A review by booksong
Fire Bringer by David Clement-Davies

5.0

I've discovered that what most people think when they look at this book is "It's an epic fantasy about deer? Well, unless you're some kind of deer lover, it's got to be boring, right?"

Wrong.

In his debut novel, Clement-Davies spins a world of incredible, realistic fantasy. Much as he did later in "The Sight," he populates this world with prophecies, myths, dark forces, spirits, gods, and unlikely heroes and heroines. And the result never ceases to amaze me.

High in the hills of Scotland, amid one of the herds of proud red deer, a fawn is born to the stag captain Brechin. On that same night, Brechin is murdered in a dark plot by the tyrannical Drail, who seeks to make the herd, and eventually all the deer in the valley, his own. But Brechin's calf, Rannoch, is in grave danger. For he is born with a white oak leaf on his forehead: the sign of a prophesied hero who will rise to bring the true ways of the wild back again. But not before he has endured an unimaginable quest.

In a tradition as epic as any ancient mythical hero, Rannoch and his friends, a wonderful and diverse cast of characters that are fantastically written, must travel into the heart of the wilderness to seek sanctuary from Drail. Like "Watership Down," this book makes you take a closer look at an often dismissed animal, into you are pulled so completely into the adventure you can't believe you ever thought deer were boring.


### Goal of the exercise
Set down, please, without alteration, the lines of the entries below from the first through the one containing "Image is 906x452 pixels.".

Start of Material provided

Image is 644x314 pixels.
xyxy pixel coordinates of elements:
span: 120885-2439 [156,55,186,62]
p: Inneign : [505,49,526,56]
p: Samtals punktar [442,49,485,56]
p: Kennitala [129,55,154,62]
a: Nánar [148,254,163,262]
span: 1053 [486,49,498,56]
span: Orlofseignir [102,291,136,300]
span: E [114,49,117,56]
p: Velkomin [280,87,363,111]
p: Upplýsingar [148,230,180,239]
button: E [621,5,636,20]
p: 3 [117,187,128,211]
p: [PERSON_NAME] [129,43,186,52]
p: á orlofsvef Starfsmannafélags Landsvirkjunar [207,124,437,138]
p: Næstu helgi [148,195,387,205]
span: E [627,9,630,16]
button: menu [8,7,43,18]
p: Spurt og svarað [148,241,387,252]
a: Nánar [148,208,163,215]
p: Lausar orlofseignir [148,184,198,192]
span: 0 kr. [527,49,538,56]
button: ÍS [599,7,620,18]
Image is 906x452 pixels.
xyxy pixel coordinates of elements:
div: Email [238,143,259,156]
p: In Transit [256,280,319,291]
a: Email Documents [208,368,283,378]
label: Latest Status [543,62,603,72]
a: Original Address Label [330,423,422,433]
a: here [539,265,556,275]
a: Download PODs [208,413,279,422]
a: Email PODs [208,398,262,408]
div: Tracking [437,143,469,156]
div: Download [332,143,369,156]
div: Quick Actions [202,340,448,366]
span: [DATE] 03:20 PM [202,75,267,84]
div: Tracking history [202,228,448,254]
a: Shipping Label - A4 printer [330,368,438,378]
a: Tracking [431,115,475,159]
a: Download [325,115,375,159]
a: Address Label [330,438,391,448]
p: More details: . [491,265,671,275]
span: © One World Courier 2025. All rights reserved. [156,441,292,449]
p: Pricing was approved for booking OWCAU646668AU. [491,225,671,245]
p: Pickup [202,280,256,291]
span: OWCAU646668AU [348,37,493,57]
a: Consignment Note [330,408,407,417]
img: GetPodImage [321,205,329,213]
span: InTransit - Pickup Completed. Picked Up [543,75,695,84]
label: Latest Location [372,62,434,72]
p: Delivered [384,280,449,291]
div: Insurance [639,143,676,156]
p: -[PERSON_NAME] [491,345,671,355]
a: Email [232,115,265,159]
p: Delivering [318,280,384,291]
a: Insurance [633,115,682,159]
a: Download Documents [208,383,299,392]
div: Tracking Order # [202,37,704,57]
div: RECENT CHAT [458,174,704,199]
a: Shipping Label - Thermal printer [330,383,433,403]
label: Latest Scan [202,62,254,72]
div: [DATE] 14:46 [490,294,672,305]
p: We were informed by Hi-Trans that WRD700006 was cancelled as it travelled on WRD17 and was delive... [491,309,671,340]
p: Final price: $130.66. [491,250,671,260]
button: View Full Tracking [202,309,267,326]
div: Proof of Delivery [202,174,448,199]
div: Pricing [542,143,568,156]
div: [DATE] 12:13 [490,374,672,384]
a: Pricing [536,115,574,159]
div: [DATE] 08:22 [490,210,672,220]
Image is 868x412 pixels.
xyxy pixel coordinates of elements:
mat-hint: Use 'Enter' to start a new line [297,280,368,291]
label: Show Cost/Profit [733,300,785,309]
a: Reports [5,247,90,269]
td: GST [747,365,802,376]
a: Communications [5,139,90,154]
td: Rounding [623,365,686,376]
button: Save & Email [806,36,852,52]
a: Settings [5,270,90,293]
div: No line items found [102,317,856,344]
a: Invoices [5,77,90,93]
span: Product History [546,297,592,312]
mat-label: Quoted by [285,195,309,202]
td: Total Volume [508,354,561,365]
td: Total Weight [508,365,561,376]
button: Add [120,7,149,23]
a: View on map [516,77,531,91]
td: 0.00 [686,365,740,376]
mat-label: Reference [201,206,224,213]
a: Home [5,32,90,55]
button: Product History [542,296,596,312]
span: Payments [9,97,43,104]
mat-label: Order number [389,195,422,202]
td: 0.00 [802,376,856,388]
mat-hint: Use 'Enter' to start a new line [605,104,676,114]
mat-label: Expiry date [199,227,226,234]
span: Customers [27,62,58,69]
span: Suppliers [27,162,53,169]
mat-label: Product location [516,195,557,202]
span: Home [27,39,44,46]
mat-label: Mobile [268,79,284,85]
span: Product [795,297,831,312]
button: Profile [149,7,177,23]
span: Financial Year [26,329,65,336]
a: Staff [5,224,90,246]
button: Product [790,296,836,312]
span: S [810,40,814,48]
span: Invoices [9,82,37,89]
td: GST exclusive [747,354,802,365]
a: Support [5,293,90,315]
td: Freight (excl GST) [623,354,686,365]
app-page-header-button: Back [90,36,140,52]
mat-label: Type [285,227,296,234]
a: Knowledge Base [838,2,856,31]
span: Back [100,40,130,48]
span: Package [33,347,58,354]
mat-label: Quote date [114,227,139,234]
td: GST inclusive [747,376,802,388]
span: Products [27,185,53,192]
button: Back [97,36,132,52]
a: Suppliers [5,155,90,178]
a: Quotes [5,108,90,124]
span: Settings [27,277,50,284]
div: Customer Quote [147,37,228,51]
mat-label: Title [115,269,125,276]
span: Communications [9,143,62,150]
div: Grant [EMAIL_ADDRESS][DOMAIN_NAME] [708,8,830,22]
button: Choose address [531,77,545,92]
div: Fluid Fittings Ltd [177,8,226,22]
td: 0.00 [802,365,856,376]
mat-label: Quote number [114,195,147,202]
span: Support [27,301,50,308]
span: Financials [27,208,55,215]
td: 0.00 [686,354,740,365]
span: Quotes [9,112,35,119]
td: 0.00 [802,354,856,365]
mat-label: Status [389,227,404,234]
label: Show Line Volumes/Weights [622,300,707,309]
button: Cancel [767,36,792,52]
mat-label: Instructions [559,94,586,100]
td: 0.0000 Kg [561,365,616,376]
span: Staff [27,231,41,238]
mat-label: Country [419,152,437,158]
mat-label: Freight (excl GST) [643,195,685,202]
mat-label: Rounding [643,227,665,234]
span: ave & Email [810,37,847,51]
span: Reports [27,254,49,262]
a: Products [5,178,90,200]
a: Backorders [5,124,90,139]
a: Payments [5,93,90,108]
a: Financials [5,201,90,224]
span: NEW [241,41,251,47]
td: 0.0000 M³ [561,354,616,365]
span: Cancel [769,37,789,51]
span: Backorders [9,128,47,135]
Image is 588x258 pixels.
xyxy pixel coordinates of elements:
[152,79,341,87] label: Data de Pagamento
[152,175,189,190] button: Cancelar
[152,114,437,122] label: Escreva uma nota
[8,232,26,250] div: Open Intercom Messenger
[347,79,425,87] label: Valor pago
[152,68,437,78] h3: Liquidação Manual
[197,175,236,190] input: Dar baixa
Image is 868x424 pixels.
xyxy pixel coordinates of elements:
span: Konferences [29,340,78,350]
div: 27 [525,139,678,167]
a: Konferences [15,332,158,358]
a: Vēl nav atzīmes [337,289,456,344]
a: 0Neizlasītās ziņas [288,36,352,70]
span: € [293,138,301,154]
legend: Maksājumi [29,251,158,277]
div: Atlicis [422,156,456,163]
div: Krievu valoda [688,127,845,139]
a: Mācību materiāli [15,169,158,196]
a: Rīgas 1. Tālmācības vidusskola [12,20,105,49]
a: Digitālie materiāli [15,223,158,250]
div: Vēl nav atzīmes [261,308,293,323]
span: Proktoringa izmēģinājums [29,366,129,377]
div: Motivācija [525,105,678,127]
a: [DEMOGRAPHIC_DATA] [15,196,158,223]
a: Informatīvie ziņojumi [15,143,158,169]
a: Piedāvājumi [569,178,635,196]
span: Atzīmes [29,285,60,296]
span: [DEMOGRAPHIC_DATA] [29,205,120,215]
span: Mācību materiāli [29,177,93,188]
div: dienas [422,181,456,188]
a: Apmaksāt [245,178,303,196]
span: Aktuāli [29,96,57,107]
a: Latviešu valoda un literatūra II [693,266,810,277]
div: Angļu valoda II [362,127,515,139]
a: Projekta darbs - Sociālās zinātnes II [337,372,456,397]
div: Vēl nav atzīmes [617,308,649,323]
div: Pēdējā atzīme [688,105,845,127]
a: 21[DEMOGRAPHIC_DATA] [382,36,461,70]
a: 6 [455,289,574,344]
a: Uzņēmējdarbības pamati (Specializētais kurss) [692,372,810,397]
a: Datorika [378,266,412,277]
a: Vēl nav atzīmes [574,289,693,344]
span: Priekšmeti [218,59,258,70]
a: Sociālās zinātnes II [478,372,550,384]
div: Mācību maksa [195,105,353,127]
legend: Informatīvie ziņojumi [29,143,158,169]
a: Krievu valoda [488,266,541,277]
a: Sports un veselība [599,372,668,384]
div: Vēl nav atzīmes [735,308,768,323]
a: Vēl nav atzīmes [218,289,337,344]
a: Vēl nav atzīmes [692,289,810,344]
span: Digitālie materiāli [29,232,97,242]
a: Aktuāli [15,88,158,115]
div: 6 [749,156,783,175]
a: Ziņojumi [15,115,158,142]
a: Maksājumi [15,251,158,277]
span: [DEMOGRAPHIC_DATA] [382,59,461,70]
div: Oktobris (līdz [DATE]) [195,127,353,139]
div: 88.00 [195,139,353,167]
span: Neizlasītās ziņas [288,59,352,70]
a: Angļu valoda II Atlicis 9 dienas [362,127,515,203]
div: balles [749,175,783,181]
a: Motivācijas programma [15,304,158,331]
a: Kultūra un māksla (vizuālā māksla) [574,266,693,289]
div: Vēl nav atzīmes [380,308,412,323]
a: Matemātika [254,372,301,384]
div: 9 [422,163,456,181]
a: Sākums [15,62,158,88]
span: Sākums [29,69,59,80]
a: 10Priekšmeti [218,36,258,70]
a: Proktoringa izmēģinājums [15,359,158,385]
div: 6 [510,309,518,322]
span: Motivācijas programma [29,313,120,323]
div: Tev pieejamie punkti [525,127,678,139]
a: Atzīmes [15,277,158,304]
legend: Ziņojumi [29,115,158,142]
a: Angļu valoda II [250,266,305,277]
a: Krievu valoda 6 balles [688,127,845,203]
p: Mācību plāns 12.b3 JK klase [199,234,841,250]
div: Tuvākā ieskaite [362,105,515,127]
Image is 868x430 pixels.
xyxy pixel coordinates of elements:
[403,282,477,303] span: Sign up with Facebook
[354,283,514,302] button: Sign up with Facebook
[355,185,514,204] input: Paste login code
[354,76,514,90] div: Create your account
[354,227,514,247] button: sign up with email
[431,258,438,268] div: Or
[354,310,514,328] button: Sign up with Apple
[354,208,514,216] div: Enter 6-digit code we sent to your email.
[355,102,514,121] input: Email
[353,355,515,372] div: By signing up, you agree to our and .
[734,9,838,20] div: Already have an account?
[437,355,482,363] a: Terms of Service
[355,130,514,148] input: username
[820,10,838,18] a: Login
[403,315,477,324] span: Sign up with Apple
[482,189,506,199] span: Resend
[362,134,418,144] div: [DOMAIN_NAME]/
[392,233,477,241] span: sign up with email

End of Material provided

### Output
Image is 644x314 pixels.
xyxy pixel coordinates of elements:
span: 120885-2439 [156,55,186,62]
p: Inneign : [505,49,526,56]
p: Samtals punktar [442,49,485,56]
p: Kennitala [129,55,154,62]
a: Nánar [148,254,163,262]
span: 1053 [486,49,498,56]
span: Orlofseignir [102,291,136,300]
span: E [114,49,117,56]
p: Velkomin [280,87,363,111]
p: Upplýsingar [148,230,180,239]
button: E [621,5,636,20]
p: 3 [117,187,128,211]
p: [PERSON_NAME] [129,43,186,52]
p: á orlofsvef Starfsmannafélags Landsvirkjunar [207,124,437,138]
p: Næstu helgi [148,195,387,205]
span: E [627,9,630,16]
button: menu [8,7,43,18]
p: Spurt og svarað [148,241,387,252]
a: Nánar [148,208,163,215]
p: Lausar orlofseignir [148,184,198,192]
span: 0 kr. [527,49,538,56]
button: ÍS [599,7,620,18]
Image is 906x452 pixels.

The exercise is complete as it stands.